When a man professing white supremacist views allegedly beat a black resident of Spokane, Washington, and pointed a gun at his head, it was more than just another of the many hate crimes being reported in the US.
It was a research opportunity for scholars at a nearby university.
Gonzaga University’s Institute for Hate Studies is among a growing number of academic centres, new courses and multidisciplinary research programmes springing up worldwide in response to an international upsurge in racism, homophobia, xenophobia, anti-Semitism and other prejudices that are increasingly leading to violence.
“Universities have a tremendous amount to contribute to this conversation,” said Kristine Hoover, director of the institute. “If we’re going to stop hate crimes, then we need to know what leads to hate crimes. We really want to do what higher education is supposed to do, and that is to create a commitment to the greater society.”
While hateful sentiments have always existed uninterrupted beneath the surface of society, their renewed prominence is driving more of this work, said Mark Walters, co-director of the International Network for Hate Studies and a reader in criminal law and justice at the University of Sussex, which is planning to open a Centre for the Study of Hate and Prejudice.
“You might refer to it as academic activism, in a sense,” said Dr Walters. “We’re all responding to a new era of hate. In the UK, it’s the Brexit effect and, in the US, the Trump effect. We’re seeing a lot of political rhetoric that has turned more toxic, giving permission to the undercurrents that were already there, and giving them legitimacy.”
The risks to academics who wade into this minefield are evident from the disputes over whether speakers with controversial views should be allowed on campuses, or whether their critics should be allowed to shout them down. And although the research under way into these same topics has attracted less notice, the people who conduct it said that they are treading carefully.
“There’s a general perception that most academics are left-leaning,” Dr Walters said. “The right-wing media and politicians have been quick to criticise us, and I think that sometimes that has had a chilling effect on what we’re prepared to say.”
In the US, nearly 60 per cent of conservatives have a negative view of higher education, according to a survey released by the Pew Research Center in July.
Meanwhile, some liberals push back on allowing conservative voices on campus.
“It’s still a very highly charged environment, even in our classrooms,” said Susan Dicklitch-Nelson, professor of government at Pennsylvania’s Franklin and Marshall College, who helps to organise the Global Barometer of Gay Rights.
Professor Dicklitch-Nelson previously taught a course called Evil Versus Good: The Struggle for Human Rights, to which she invited a one-time member of the Hitler Youth.
“I had some Jewish students in the class. It was a little tense,” she said. “But just to be able to hear the historical perspective was an incredible teaching moment for these students.”
It also relates precisely to the events going on today, including white supremacists marching with torches through US university towns, Professor Dicklitch-Nelson said.
Hearing such perspectives is sometimes as challenging as it is essential to research into hate crimes, Dr Hoover said – especially at her Jesuit Catholic university.
“The commitment to meet people in their own context is very much part of Jesuit values,” she said. “But anybody who watches the news in their own living room, whatever their perspective, may find it very difficult to listen” to hateful views.
The Gonzaga institute publishes an international Journal of Hate Studies (one recent special issue was devoted to the role of hate in the 2016 US presidential campaign) and holds a biennial international conference on the topic.
Dr Hoover and others said they hope that, in this field, academic research can produce more than journal articles and presentations, but can also propose solutions.
“I really think so,” said Dr Hoover, whose institute had to turn people away from a filled-to-capacity gathering for people concerned about hate crimes in Spokane. “There is this incredible need to be thoughtful but also to go beyond that and be proactive.”
Dr Walters, the network co-director, agreed that “that is part of our job, actually. I don’t think we can solve the globalisation of hate, but we can bring together academics and lawmakers and policymakers and practitioners so we can address this topic together. Hate studies cannot solve the problem, but it’s a really important part of the puzzle.”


> What you need to do
If a line in the entries below includes "reference", pick it out and copy it.

> Data shown
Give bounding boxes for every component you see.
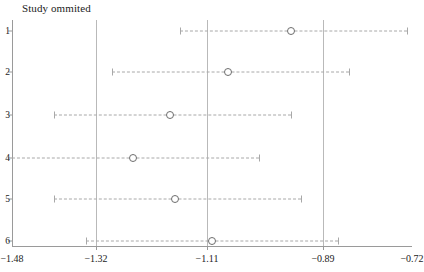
ci-row	[0, 193, 415, 205]
y-axis-line	[12, 20, 13, 246]
ci-cap-upper	[338, 238, 339, 245]
x-tick-label-3: −0.89	[311, 253, 334, 264]
page-title: Study ommited	[22, 2, 91, 14]
ci-cap-upper	[407, 28, 408, 35]
estimate-point	[171, 195, 179, 203]
estimate-point	[129, 154, 137, 162]
estimate-point	[166, 111, 174, 119]
ci-row	[0, 25, 415, 37]
ci-cap-upper	[259, 155, 260, 162]
ci-row	[0, 152, 415, 164]
estimate-point	[287, 27, 295, 35]
reference-line-2	[207, 20, 208, 246]
x-tick-label-0: −1.48	[0, 253, 23, 264]
ci-cap-upper	[301, 196, 302, 203]
reference-line-1	[96, 20, 97, 246]
x-tick-label-2: −1.11	[196, 253, 219, 264]
ci-cap-lower	[180, 28, 181, 35]
ci-row	[0, 109, 415, 121]
estimate-point	[224, 68, 232, 76]
x-tick-label-4: −0.72	[400, 253, 423, 264]
ci-row	[0, 235, 415, 247]
ci-row	[0, 66, 415, 78]
ci-cap-upper	[349, 69, 350, 76]
reference-line-3	[323, 20, 324, 246]
x-tick-label-1: −1.32	[84, 253, 107, 264]
ci-cap-lower	[112, 69, 113, 76]
ci-cap-lower	[54, 196, 55, 203]
ci-cap-upper	[291, 112, 292, 119]
ci-cap-lower	[86, 238, 87, 245]
estimate-point	[208, 237, 216, 245]
ci-cap-lower	[54, 112, 55, 119]
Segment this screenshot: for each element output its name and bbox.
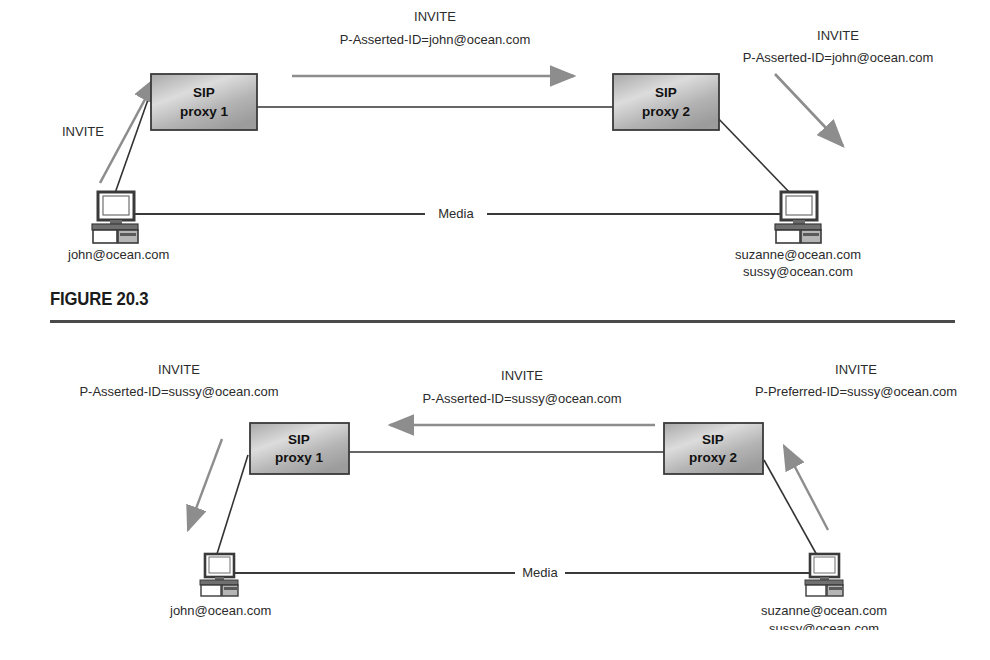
label-sussy-email: sussy@ocean.com: [769, 621, 879, 630]
figure-caption-20-3: FIGURE 20.3: [50, 288, 148, 310]
link-proxy2-suzanne: [764, 460, 818, 557]
figure-20-4: Media SIP proxy 1 SIP proxy 2: [0, 330, 990, 660]
signal-right-line1: INVITE: [817, 28, 859, 43]
computer-icon-suzanne[interactable]: [805, 554, 843, 596]
sip-proxy-2-line1: SIP: [702, 432, 724, 447]
figure-20-3: Media SIP proxy 1 SIP proxy 2: [0, 0, 990, 330]
signal-left-line2: P-Asserted-ID=sussy@ocean.com: [79, 384, 278, 399]
arrow-left-invite: [100, 77, 157, 183]
diagram-20-4: Media SIP proxy 1 SIP proxy 2: [0, 330, 990, 630]
label-john-email: john@ocean.com: [169, 603, 271, 618]
label-sussy-email: sussy@ocean.com: [743, 264, 853, 279]
sip-proxy-1-line2: proxy 1: [180, 104, 229, 119]
signal-label-left-20-3: INVITE: [62, 124, 104, 139]
sip-proxy-2-box[interactable]: [613, 74, 719, 130]
signal-middle-line2: P-Asserted-ID=john@ocean.com: [340, 32, 531, 47]
sip-proxy-2-line1: SIP: [655, 85, 677, 100]
link-john-proxy1: [114, 77, 156, 196]
sip-proxy-1-box[interactable]: [250, 423, 349, 474]
signal-label-right-20-4: INVITE P-Preferred-ID=sussy@ocean.com: [755, 362, 957, 399]
signal-left-line1: INVITE: [158, 362, 200, 377]
computer-icon-suzanne[interactable]: [775, 192, 821, 243]
arrow-right-invite: [784, 446, 828, 530]
signal-label-left-20-4: INVITE P-Asserted-ID=sussy@ocean.com: [79, 362, 278, 399]
media-link-20-3: Media: [112, 206, 798, 221]
signal-middle-line2: P-Asserted-ID=sussy@ocean.com: [422, 391, 621, 406]
computer-icon-john[interactable]: [92, 192, 138, 243]
signal-middle-line1: INVITE: [501, 368, 543, 383]
node-sip-proxy-1[interactable]: SIP proxy 1: [151, 74, 257, 130]
media-link-20-4: Media: [215, 565, 822, 580]
signal-right-line2: P-Asserted-ID=john@ocean.com: [743, 50, 934, 65]
signal-right-line1: INVITE: [835, 362, 877, 377]
node-sip-proxy-1[interactable]: SIP proxy 1: [250, 423, 349, 474]
label-suzanne-email: suzanne@ocean.com: [735, 247, 861, 262]
figure-rule-20-3: [50, 320, 955, 323]
link-john-proxy1: [216, 455, 248, 557]
node-sip-proxy-2[interactable]: SIP proxy 2: [613, 74, 719, 130]
arrow-right-invite: [775, 74, 843, 146]
media-label: Media: [438, 206, 474, 221]
sip-proxy-1-box[interactable]: [151, 74, 257, 130]
sip-proxy-2-line2: proxy 2: [642, 104, 690, 119]
computer-icon-john[interactable]: [200, 554, 238, 596]
media-label: Media: [522, 565, 558, 580]
signal-label-right-20-3: INVITE P-Asserted-ID=john@ocean.com: [743, 28, 934, 65]
node-sip-proxy-2[interactable]: SIP proxy 2: [664, 423, 763, 474]
arrow-left-invite: [188, 439, 222, 530]
label-suzanne-email: suzanne@ocean.com: [761, 603, 887, 618]
sip-proxy-1-line1: SIP: [288, 432, 310, 447]
sip-proxy-1-line2: proxy 1: [275, 450, 324, 465]
label-john-email: john@ocean.com: [67, 247, 169, 262]
signal-label-middle-20-4: INVITE P-Asserted-ID=sussy@ocean.com: [422, 368, 621, 406]
link-proxy2-suzanne: [713, 113, 793, 196]
diagram-20-3: Media SIP proxy 1 SIP proxy 2: [0, 0, 990, 300]
sip-proxy-1-line1: SIP: [193, 85, 215, 100]
sip-proxy-2-line2: proxy 2: [689, 450, 737, 465]
sip-proxy-2-box[interactable]: [664, 423, 763, 474]
signal-middle-line1: INVITE: [414, 9, 456, 24]
figure-page: Media SIP proxy 1 SIP proxy 2: [0, 0, 990, 660]
signal-right-line2: P-Preferred-ID=sussy@ocean.com: [755, 384, 957, 399]
signal-left-line1: INVITE: [62, 124, 104, 139]
signal-label-middle-20-3: INVITE P-Asserted-ID=john@ocean.com: [340, 9, 531, 47]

> Task answer
reference-line-2	[207, 20, 208, 246]
reference-line-1	[96, 20, 97, 246]
reference-line-3	[323, 20, 324, 246]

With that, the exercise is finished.